Wholesale inflation rose by 0.1%
A key measure of wholesale inflation rose less than expected in July, further opening the door for the Federal Reserve to begin lowering interest rates.
The producer price index, which measures the selling prices producers receive for goods and services, rose 0.1% on the month, the Labor Department’s Bureau of Labor Statistics reported Tuesday. Excluding the volatile food and energy components, the core PPI was unchanged.
Economists surveyed by Dow Jones had expected a 0.2% rise in both all-article and core readings.
Another core measure that also excludes commercial services showed a rise of 0.3%.
On a year-over-year basis, the headline PPI rose 2.2%, down sharply from the 2.7% rise in June.
Stock market futures rose on the news, while Treasury yields fell.
The wholesale inflation reading was relatively subdued despite a 0.6% jump in final goods prices, the largest upward move since February and due mainly to a 1.9% increase in energy, including a 2.8% rise in gasoline.
According to the BLS, a 0.2% decline in services, the largest since March 2023, offset the move.
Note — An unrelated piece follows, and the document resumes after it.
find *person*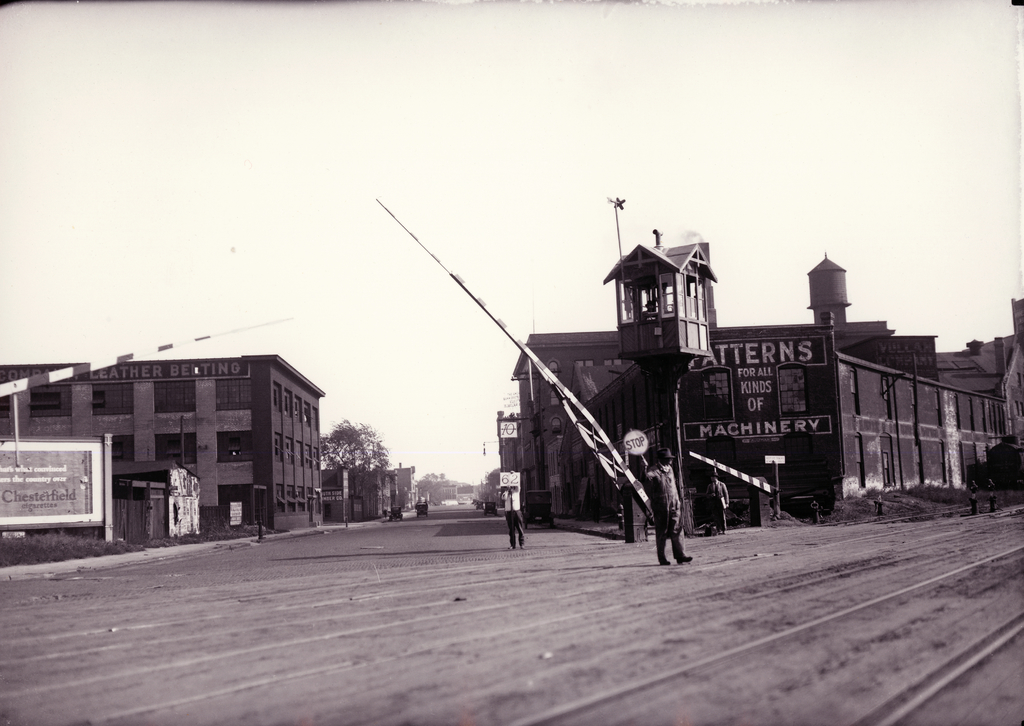
left=642, top=444, right=697, bottom=567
Prices for business services fell 1.3%, while margins on wholesale sales of machinery and vehicles fell 4.1%. A 2.3% increase in portfolio management offset some of the decline in services prices.
The CPI is considered a leading indicator of inflation, as it measures product price inflation from the perspective of manufacturers and suppliers of goods and services. Its counterpart, to be released on Wednesday, is the consumer price index, which measures the real prices consumers pay in the marketplace. Economists also expect monthly increases of 0.2% for both the headline and core CPI.
Both measures are closely watched for signs of inflation. Although the Fed focuses more on the Commerce Department’s personal consumption expenditures price index, both the CPI and PPI are included in that calculation.
The latest inflation data comes at a time when markets have already fully priced in an interest rate cut at the Federal Reserve’s open market committee meeting in September. The main question now is whether the central bank will cut rates by a quarter or half a percentage point. The futures market currently sees this as a tie.
Federal Reserve officials have vowed to keep fighting inflation until they reach their 2% target, and recent data has been largely cooperative.
A New York Federal Reserve survey released Monday showed consumers’ view of inflation three years from now fell to 2.3%, the lowest level in the survey’s 11-year history.
Moreover, the survey also showed that consumers, particularly those at the lower end of the income scale, are beginning to suffer more from inflation. For example, the perceived likelihood of not making a minimum payment on a debt in the next three months rose to 13.3%, the highest level since April 2020, with most of the 1 percentage point monthly increase coming from households with annual incomes below $50,000.
Expectations of access to credit also declined and household spending expectations over the coming year fell to their lowest level since April 2021.